United States or Western Sahara ? Vote for the TOP Country of the Week !


The claims of Santorio are supported by Borelli and Malpighi, while the title of Cornelius Drebbel is considered undoubted by Boerhaave. Galileo's air thermometer, made before 1597, was the foundation of accurate thermometry. Galileo also invented the alcohol thermometer about 1611 or 1612. Spirit thermometers were made for the Accademia del Cimento, and described in the Memoirs of that academy.

The ecclesiastical authorities had recognized, from the outset of this scientific invasion, that the principles it was disseminating were absolutely irreconcilable with the current theology. Directly and indirectly, they struggled against it. So great was their detestation of experimental science, that they thought they had gained a great advantage when the Accademia del Cimento was suppressed.

The Academy del Cimento was founded at Florence in 1657 by Leopold de' Medici, for promoting the study of the natural sciences, and similar institutions were established in Rome, Bologna, and Naples, and other cities of Italy, besides the Royal Academy of London , and the Academy of Sciences in Paris . From the period of the first institution of universities, that of Bologna had maintained its preeminence.

The claims of Santorio are supported by Borelli and Malpighi, while the title of Cornelius Drebbel is considered undoubted by Boerhaave. Galileo's air thermometer, made before 1597, was the foundation of accurate thermometry. Galileo also invented the alcohol thermometer about 1611 or 1612. Spirit thermometers were made for the Accademia del Cimento, and described in the Memoirs of that academy.

Grammar and Rhetoric; the Academy della Crusca, Della Casa, Speroni, and others. 11. Science, Philosophy, and Politics; the Academy del Cimento, Galileo, Torricelli, Borelli, Patrizi, Telesio, Campanella, Bruno, Castiglione, Machiavelli, and others. 12. Decline of the Literature in the Seventeenth Century. 13. Epic and Lyric Poetry; Marini, Filicaja. 14.

The first to think of light as possessing a finite velocity was Galileo, who also made the first, though unsuccessful, attempt to measure it. Equally unsuccessful were attempts of a similar nature made soon afterwards by members of the Accademia del Cimento.

The names of the Cimento, Delia Crusca and Palazzo Vernio at Florence remind us of not unimportant labors in physics, in the analysis of language, and in the formation of a new dramatic style of music. At the same time the resurgence of popular literature and the creation of popular theatrical types deserved to be particularly noticed.

About half a century after van Helmont's discovery a treatise called Contra Levitatem was published in Florence by the Accademia del Cimento. It declares that a science firmly based on observation has no right to speak of Levity as something claiming equal rank with, and opposite to, Gravity. This attitude was in accord with the state into which human consciousness had entered at that time.

It remained for Galileo's Italian successors of the Accademia del Cimento of Florence to improve upon the apparatus, after the experiments of Torricelli to which we shall refer in a moment had thrown new light on the question of atmospheric pressure.

But it is impossible, in the limited space at my disposal, to give even so little as a catalogue of its Transactions. Its spirit was identical with that which animated the Accademia del Cimento, and its motto accordingly was "Nullius in Verba." It proscribed superstition, and permitted only calculation, observation, and experiment.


[Exercise objective]: Down to the last line below, repeat the entries word for word and drop the pictures.

Collected data

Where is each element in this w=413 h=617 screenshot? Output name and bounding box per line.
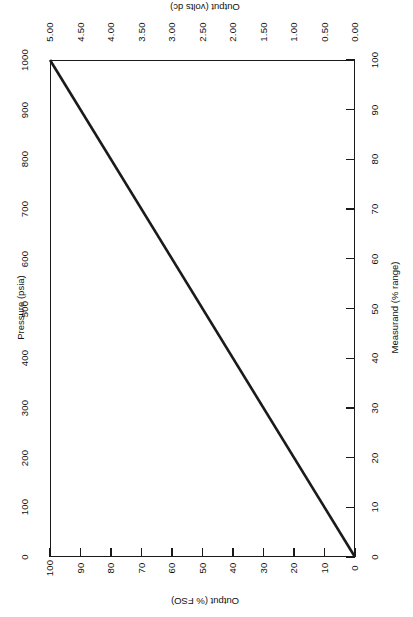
pressure-tick-label: 1000 [19,43,31,77]
measurand-tick-label: 40 [369,343,381,373]
measurand-tick-mark [346,109,355,110]
output-volts-tick-label: 2.50 [197,15,209,49]
output-fso-tick-label: 10 [319,553,331,583]
measurand-tick-label: 10 [369,492,381,522]
pressure-axis-title: Pressure (psia) [15,260,26,356]
measurand-tick-label: 70 [369,194,381,224]
measurand-tick-mark [346,258,355,259]
output-fso-tick-label: 40 [227,553,239,583]
output-volts-tick-label: 4.50 [75,15,87,49]
output-fso-axis-title: Output (% FSO) [130,596,280,607]
measurand-tick-label: 20 [369,443,381,473]
output-fso-tick-label: 0 [349,553,361,583]
measurand-tick-mark [346,358,355,359]
output-fso-tick-label: 70 [136,553,148,583]
measurand-tick-label: 30 [369,393,381,423]
measurand-tick-mark [346,457,355,458]
output-fso-tick-label: 100 [44,553,56,583]
output-fso-tick-label: 90 [75,553,87,583]
measurand-tick-label: 80 [369,144,381,174]
measurand-tick-label: 50 [369,294,381,324]
measurand-tick-mark [346,308,355,309]
output-volts-tick-label: 1.00 [288,15,300,49]
measurand-tick-mark [346,208,355,209]
pressure-tick-label: 0 [19,540,31,574]
measurand-tick-mark [346,159,355,160]
measurand-tick-mark [346,59,355,60]
pressure-tick-label: 700 [19,192,31,226]
output-volts-tick-label: 5.00 [44,15,56,49]
measurand-tick-label: 90 [369,95,381,125]
output-volts-tick-label: 3.50 [136,15,148,49]
output-fso-tick-label: 50 [197,553,209,583]
output-fso-tick-label: 20 [288,553,300,583]
output-volts-tick-label: 1.50 [258,15,270,49]
output-volts-tick-label: 2.00 [227,15,239,49]
pressure-tick-label: 200 [19,441,31,475]
measurand-tick-label: 0 [369,542,381,572]
chart-figure: 01002003004005006007008009001000 5.004.5… [0,0,413,617]
measurand-tick-mark [346,507,355,508]
measurand-tick-label: 60 [369,244,381,274]
output-volts-tick-label: 4.00 [105,15,117,49]
output-fso-tick-label: 30 [258,553,270,583]
output-volts-tick-label: 0.00 [349,15,361,49]
output-fso-tick-label: 60 [166,553,178,583]
measurand-tick-marks [50,60,355,557]
output-fso-tick-label: 80 [105,553,117,583]
output-volts-axis-title: Output (volts dc) [132,2,278,13]
pressure-tick-label: 300 [19,391,31,425]
measurand-tick-mark [346,407,355,408]
pressure-tick-label: 800 [19,142,31,176]
pressure-tick-label: 900 [19,93,31,127]
measurand-axis-title: Measurand (% range) [389,248,400,368]
measurand-tick-label: 100 [369,45,381,75]
output-volts-tick-label: 3.00 [166,15,178,49]
pressure-tick-label: 100 [19,490,31,524]
output-volts-tick-label: 0.50 [319,15,331,49]
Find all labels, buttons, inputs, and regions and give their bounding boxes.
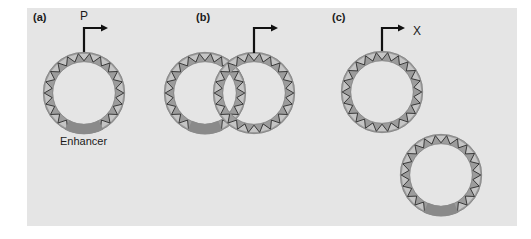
- panel-label-b: (b): [196, 11, 210, 23]
- gene-label-x: X: [413, 24, 421, 38]
- dna-circle-a: [43, 52, 124, 133]
- promoter-arrow-b: [254, 25, 278, 54]
- enhancer-segment: [190, 126, 220, 129]
- promoter-arrow-a: [84, 25, 108, 55]
- enhancer-label: Enhancer: [60, 135, 107, 147]
- dna-circle-c-bottom: [400, 134, 481, 215]
- panel-label-c: (c): [332, 11, 345, 23]
- promoter-label-p: P: [80, 9, 88, 23]
- enhancer-segment: [67, 125, 101, 129]
- enhancer-segment: [426, 208, 456, 211]
- dna-circle-c-top: [341, 51, 422, 132]
- panel-label-a: (a): [33, 11, 46, 23]
- promoter-arrow-c: [382, 25, 405, 54]
- dna-diagram: [0, 0, 531, 239]
- dna-circle-b-right: [213, 52, 294, 133]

[Exercise response]:
Where is each element in this w=413 h=617 screenshot? Output name and bounding box per line.
pressure-tick-label: 1000 [19,43,31,77]
measurand-tick-label: 40 [369,343,381,373]
measurand-tick-mark [346,109,355,110]
output-volts-tick-label: 2.50 [197,15,209,49]
output-fso-tick-label: 10 [319,553,331,583]
measurand-tick-label: 10 [369,492,381,522]
pressure-axis-title: Pressure (psia) [15,260,26,356]
measurand-tick-label: 70 [369,194,381,224]
measurand-tick-mark [346,258,355,259]
output-fso-tick-label: 40 [227,553,239,583]
output-volts-tick-label: 4.50 [75,15,87,49]
output-fso-axis-title: Output (% FSO) [130,596,280,607]
measurand-tick-label: 20 [369,443,381,473]
output-fso-tick-label: 0 [349,553,361,583]
measurand-tick-mark [346,358,355,359]
output-fso-tick-label: 70 [136,553,148,583]
measurand-tick-label: 30 [369,393,381,423]
measurand-tick-mark [346,457,355,458]
output-fso-tick-label: 100 [44,553,56,583]
output-fso-tick-label: 90 [75,553,87,583]
measurand-tick-label: 80 [369,144,381,174]
measurand-tick-label: 50 [369,294,381,324]
measurand-tick-mark [346,308,355,309]
output-volts-tick-label: 1.00 [288,15,300,49]
measurand-tick-mark [346,208,355,209]
pressure-tick-label: 0 [19,540,31,574]
measurand-tick-mark [346,159,355,160]
measurand-tick-mark [346,59,355,60]
pressure-tick-label: 700 [19,192,31,226]
output-volts-tick-label: 5.00 [44,15,56,49]
measurand-tick-label: 90 [369,95,381,125]
output-volts-tick-label: 3.50 [136,15,148,49]
output-fso-tick-label: 50 [197,553,209,583]
output-fso-tick-label: 20 [288,553,300,583]
output-volts-tick-label: 1.50 [258,15,270,49]
output-volts-tick-label: 2.00 [227,15,239,49]
pressure-tick-label: 200 [19,441,31,475]
measurand-tick-label: 0 [369,542,381,572]
chart-figure: 01002003004005006007008009001000 5.004.5… [0,0,413,617]
measurand-tick-mark [346,507,355,508]
measurand-tick-label: 60 [369,244,381,274]
output-volts-tick-label: 4.00 [105,15,117,49]
output-fso-tick-label: 30 [258,553,270,583]
output-volts-tick-label: 0.00 [349,15,361,49]
output-fso-tick-label: 60 [166,553,178,583]
measurand-tick-marks [50,60,355,557]
output-fso-tick-label: 80 [105,553,117,583]
output-volts-axis-title: Output (volts dc) [132,2,278,13]
pressure-tick-label: 300 [19,391,31,425]
measurand-tick-mark [346,407,355,408]
pressure-tick-label: 800 [19,142,31,176]
pressure-tick-label: 900 [19,93,31,127]
measurand-axis-title: Measurand (% range) [389,248,400,368]
measurand-tick-label: 100 [369,45,381,75]
output-volts-tick-label: 3.00 [166,15,178,49]
pressure-tick-label: 100 [19,490,31,524]
output-volts-tick-label: 0.50 [319,15,331,49]
Find all labels, buttons, inputs, and regions and give their bounding boxes.
- panel-label-b: (b): [196, 11, 210, 23]
- gene-label-x: X: [413, 24, 421, 38]
- dna-circle-a: [43, 52, 124, 133]
- promoter-arrow-b: [254, 25, 278, 54]
- enhancer-segment: [190, 126, 220, 129]
- promoter-arrow-a: [84, 25, 108, 55]
- enhancer-label: Enhancer: [60, 135, 107, 147]
- dna-circle-c-bottom: [400, 134, 481, 215]
- panel-label-c: (c): [332, 11, 345, 23]
- promoter-label-p: P: [80, 9, 88, 23]
- enhancer-segment: [67, 125, 101, 129]
- enhancer-segment: [426, 208, 456, 211]
- dna-circle-c-top: [341, 51, 422, 132]
- panel-label-a: (a): [33, 11, 46, 23]
- promoter-arrow-c: [382, 25, 405, 54]
- dna-diagram: [0, 0, 531, 239]
- dna-circle-b-right: [213, 52, 294, 133]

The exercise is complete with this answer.